President Bush declined to mention Hurricane Katrina in his State of the Union address last week. On the one hand, duh. Blogs, newspapers, Sunday-morning talk shows, protesters, people in bars, radio call-in shows, presidential candidates, Academy Award nominees—everyone is consumed with the war in Iraq, and if Bush didn't follow suit, he'd look even further out of touch than he is. Imagine, though, if Bush had been able to offer proof that the federal government was on its way to repairing the damage and compensating for its incompetence in the wake of Katrina. Rebuilding a city should be a piece of cake, compared to snuffing out a civil war.

Except. When the Levees Broke, Spike Lee's massive and gripping four-act documentary on the aftermath of Hurricane Katrina, makes it clear that this was no straightforward storm. Katrina didn't drown New Orleans; the flooding of the city was a product of faulty levee design by the Army Corps of Engineers. Less freely acknowledged is the fact that the levees are themselves a monumental act of human arrogance, keeping a below-sea-level bowl of human dwellings only intermittently dry throughout the city's history. But even this arrogance can't compare with the criminal disinterest and neglect displayed by the federal government following the storm.

When the Levees Broke has plenty of time for reporting the soul-crushing facts about Hurricane Katrina. It's a chronological compilation of seemingly every second of footage shot during the storm, the subsequent flooding, and the excruciating stasis while stranded people baked on their roofs or in the Superdome or on a highway to nowhere, waiting on FEMA. Lee interviews the surprisingly timid Governor Kathleen Blanco, the heartfelt but slimy Mayor Ray Nagin, the loose-cannon police chief who spread unfounded rumors about raped babies—but for emotional impact, he relies on the testimony of ordinary New Orleanians like angry, vivacious Phyllis Montana LeBlanc of the Lower Ninth Ward, whose experience and opinions form the movie's spine. (There's also one pointless interview with Sean Penn.) Two white interviewees were among the pedestrians who tried to walk out of New Orleans over the Crescent City Connection, only to be halted by armed policemen.
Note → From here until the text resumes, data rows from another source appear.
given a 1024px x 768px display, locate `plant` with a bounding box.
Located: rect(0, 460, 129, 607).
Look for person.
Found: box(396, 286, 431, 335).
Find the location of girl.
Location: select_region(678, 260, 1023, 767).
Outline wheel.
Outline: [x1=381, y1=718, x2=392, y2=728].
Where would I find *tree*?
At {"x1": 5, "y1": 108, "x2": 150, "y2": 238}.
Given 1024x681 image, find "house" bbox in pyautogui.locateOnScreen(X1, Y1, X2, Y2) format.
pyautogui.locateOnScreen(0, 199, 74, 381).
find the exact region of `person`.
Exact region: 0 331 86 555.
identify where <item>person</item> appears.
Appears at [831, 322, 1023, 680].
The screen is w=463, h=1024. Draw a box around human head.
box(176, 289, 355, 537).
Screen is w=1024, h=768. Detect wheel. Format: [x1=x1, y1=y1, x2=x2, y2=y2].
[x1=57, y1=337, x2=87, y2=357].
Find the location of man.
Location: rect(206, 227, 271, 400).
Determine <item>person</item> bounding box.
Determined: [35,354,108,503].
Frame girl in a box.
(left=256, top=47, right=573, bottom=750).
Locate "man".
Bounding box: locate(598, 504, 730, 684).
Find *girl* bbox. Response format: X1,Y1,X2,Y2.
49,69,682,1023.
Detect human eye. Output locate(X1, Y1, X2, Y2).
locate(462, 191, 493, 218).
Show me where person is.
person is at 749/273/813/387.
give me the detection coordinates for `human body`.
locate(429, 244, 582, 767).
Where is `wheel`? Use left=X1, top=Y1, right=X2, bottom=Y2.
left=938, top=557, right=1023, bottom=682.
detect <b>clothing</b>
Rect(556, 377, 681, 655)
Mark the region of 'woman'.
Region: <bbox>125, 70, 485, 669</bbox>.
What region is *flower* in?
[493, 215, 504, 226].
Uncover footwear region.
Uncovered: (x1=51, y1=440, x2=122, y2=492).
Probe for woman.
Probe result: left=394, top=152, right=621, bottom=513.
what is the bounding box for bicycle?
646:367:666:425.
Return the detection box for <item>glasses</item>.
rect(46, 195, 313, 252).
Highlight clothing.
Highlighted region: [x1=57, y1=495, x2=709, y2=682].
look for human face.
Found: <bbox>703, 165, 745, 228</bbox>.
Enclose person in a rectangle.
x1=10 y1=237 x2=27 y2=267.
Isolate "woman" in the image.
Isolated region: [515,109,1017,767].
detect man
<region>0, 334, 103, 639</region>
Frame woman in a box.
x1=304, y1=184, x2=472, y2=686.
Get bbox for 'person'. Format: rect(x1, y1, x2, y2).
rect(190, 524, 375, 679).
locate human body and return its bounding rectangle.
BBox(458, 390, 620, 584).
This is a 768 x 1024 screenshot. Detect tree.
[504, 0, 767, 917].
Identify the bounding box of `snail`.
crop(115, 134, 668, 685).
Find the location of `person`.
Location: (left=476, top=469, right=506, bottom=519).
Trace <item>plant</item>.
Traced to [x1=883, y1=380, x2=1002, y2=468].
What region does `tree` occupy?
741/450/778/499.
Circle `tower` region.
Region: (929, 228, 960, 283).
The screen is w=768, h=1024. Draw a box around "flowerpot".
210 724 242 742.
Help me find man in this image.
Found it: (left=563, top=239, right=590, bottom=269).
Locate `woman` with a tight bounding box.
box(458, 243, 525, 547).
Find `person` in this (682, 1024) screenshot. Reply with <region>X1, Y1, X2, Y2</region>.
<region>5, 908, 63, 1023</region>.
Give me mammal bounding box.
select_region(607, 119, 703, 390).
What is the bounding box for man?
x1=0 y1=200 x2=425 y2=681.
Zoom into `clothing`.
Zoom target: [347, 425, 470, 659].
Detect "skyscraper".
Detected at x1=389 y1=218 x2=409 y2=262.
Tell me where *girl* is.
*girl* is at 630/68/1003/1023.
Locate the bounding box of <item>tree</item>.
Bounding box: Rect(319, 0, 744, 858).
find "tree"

Everyone's story is equally shocking.

But what's even more fascinating is the evenhanded way the documentary deals with the long cultural memories the storm dredged up. The way families are recklessly split in the rush to get people out of the city reminds some of the way slave families were separated at the auction block. The sound of the levees bursting recalls for others the deliberate dynamiting of the levees in 1927 to flood some neighborhoods and save the city center. Lee doesn't elaborate on these analogies, allowing them to idle heavily like unexploded dynamite at the center of the film. Viewers may receive these scenes however they prefer: as charged metaphors or plain examples of history repeating itself.